First called the Freethought Party, its original Facebook page attracted only a couple of hundred members. But when the name was changed to the National Atheist Party, supporters started streaming in, currently more than 8,200.

"It immediately began growing much quicker and with less argument and controversy among members," Boyle said. "Everyone seemed to understand implicitly what the National Atheist Party would stand for."

What it stands for, Boyle said, is no governmental favoring of religion — including no religion.

"We are convened with the idea that the Founding Fathers had it right," Boyle said in an interview. "The separation of church and state, the establishment of the U.S. as a secular nation — those two concepts are our watchwords. We don't want government to impose a religion, and we don't want government to impose no religion. We want government to be silent with regards to religion."

Boyle says the NAP has 7,500 members and a chapter in all 50 states and the District of Columbia. The largest chapter is Florida, with 200 members, and the smallest is Alaska, with two.

Bridget Gaudette, a 33-year-old medical case manager, joined the Florida chapter after visiting NAP's Facebook page. She now volunteers as NAP's deputy vice president and focuses on outreach.

"I am a big advocate of civic participation in government and I'm an atheist," she said, "so I loved the idea of a political party that could be the voice of atheists."

The party's platform was decided on by a vote — again via Facebook — and includes hot-button issues such as gay marriage (for it) gun control (tighten it), abortion (a woman's decision), immigration (reform it), energy (green it), and the economy (legalize recreational drugs to create revenue and jobs).

Currently, the NAP is registered with the Internal Revenue Service as a 527 political party, which means it is a nonprofit that can put money behind issues, but not behind specific candidates. Boyle hopes his party will support candidates sometime in the future.

There could be quite a wait. A November poll conducted by the Public Religion Research Institute found that 67 percent of Americans said they would be "uncomfortable" with an atheist in the White House.

In 2007, the Pew Research Center found that a candidate who doesn't believe in God would have the hardest time gaining support from voters, with 63 percent "less likely to support" an atheist, outranking a gay candidate (46 percent), a philanderer (39 percent) or a Mormon (30 percent).

To date, only one "out" atheist serves in Congress, Rep. Pete Stark, a California Democrat.

"Relative to other religious minority groups, atheists tend to anchor the low end of the favorability scale," said Robert P. Jones, CEO of Public Religion Research Institute, who ties it to the Cold War image of "godless communism."

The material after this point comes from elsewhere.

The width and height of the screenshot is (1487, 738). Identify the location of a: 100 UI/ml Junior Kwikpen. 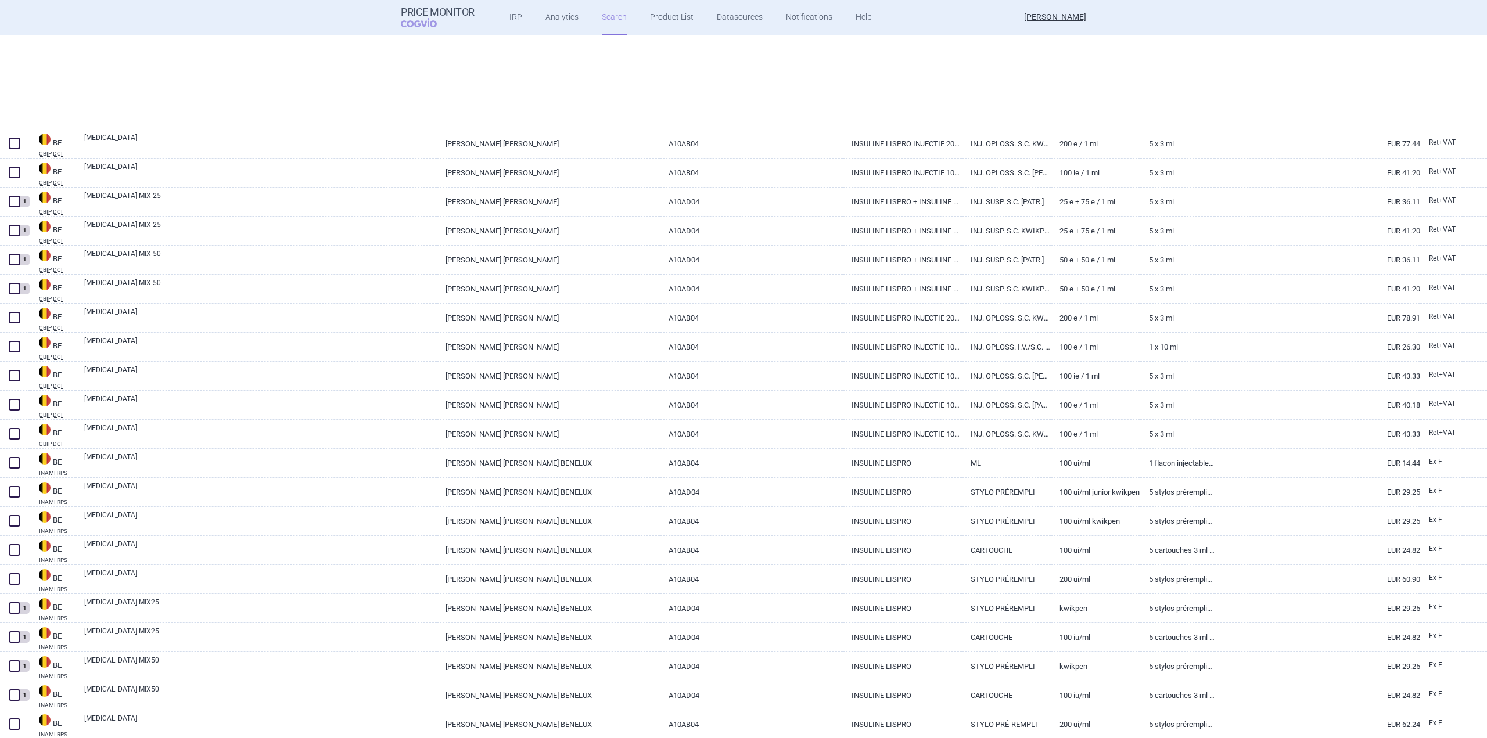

John Green, a political scientist at the University of Akron and an expert on religion and politics, says the NAP may be the first U.S. political party to organize itself around atheism. But such issues-based parties have a long history of dotting the American political landscape — before disappearing.

Sometimes, their concerns are absorbed by a major party, Green said, and other times, they fade away.

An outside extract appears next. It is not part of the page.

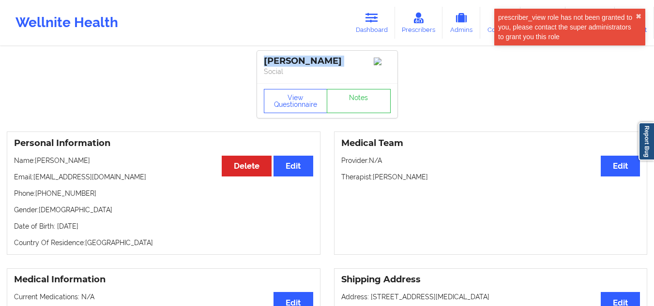 The height and width of the screenshot is (306, 654). I want to click on a: Coaches, so click(500, 23).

"One of the reasons it is hard for a minor party to sustain itself is they don't win very much," Green said. "It is easier to keep people interested when it comes to ideas — you follow them on Facebook, subscribe to their magazine and you go to their convention. That is an easier thing to do than to try and mobilize millions of voters."

None of this fazes Boyle, who says donations are coming in and membership is growing.

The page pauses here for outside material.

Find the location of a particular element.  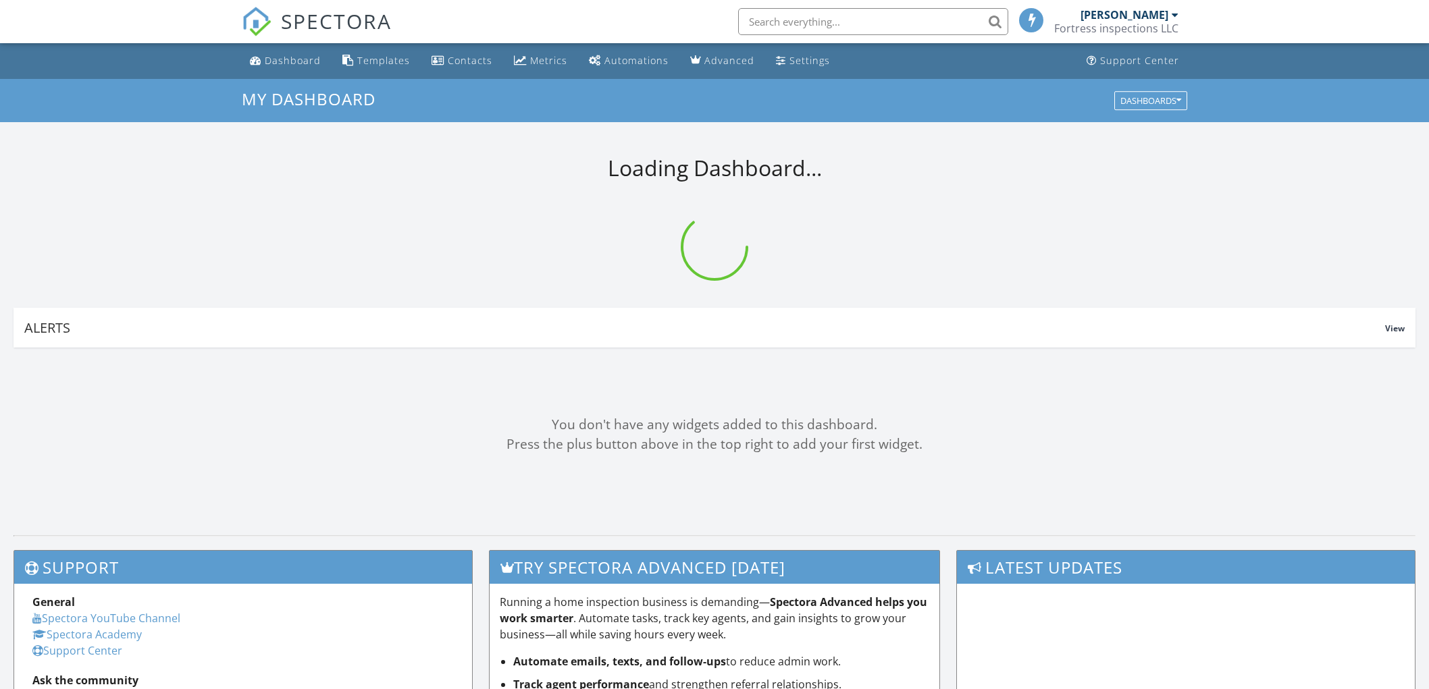

a: Contacts is located at coordinates (462, 61).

"We know we are a minority and we know that is not likely to change in the near future," he said. "We simply want the right to exist. And if that doesn't turn into a majority landslide of popular support, whoever thought it was going to? But an election on an issue or on a candidate can be swayed by a small group of people. ... In two or 10 or 20 years, who knows how many of us there will be and when we vote on an issue, it will matter."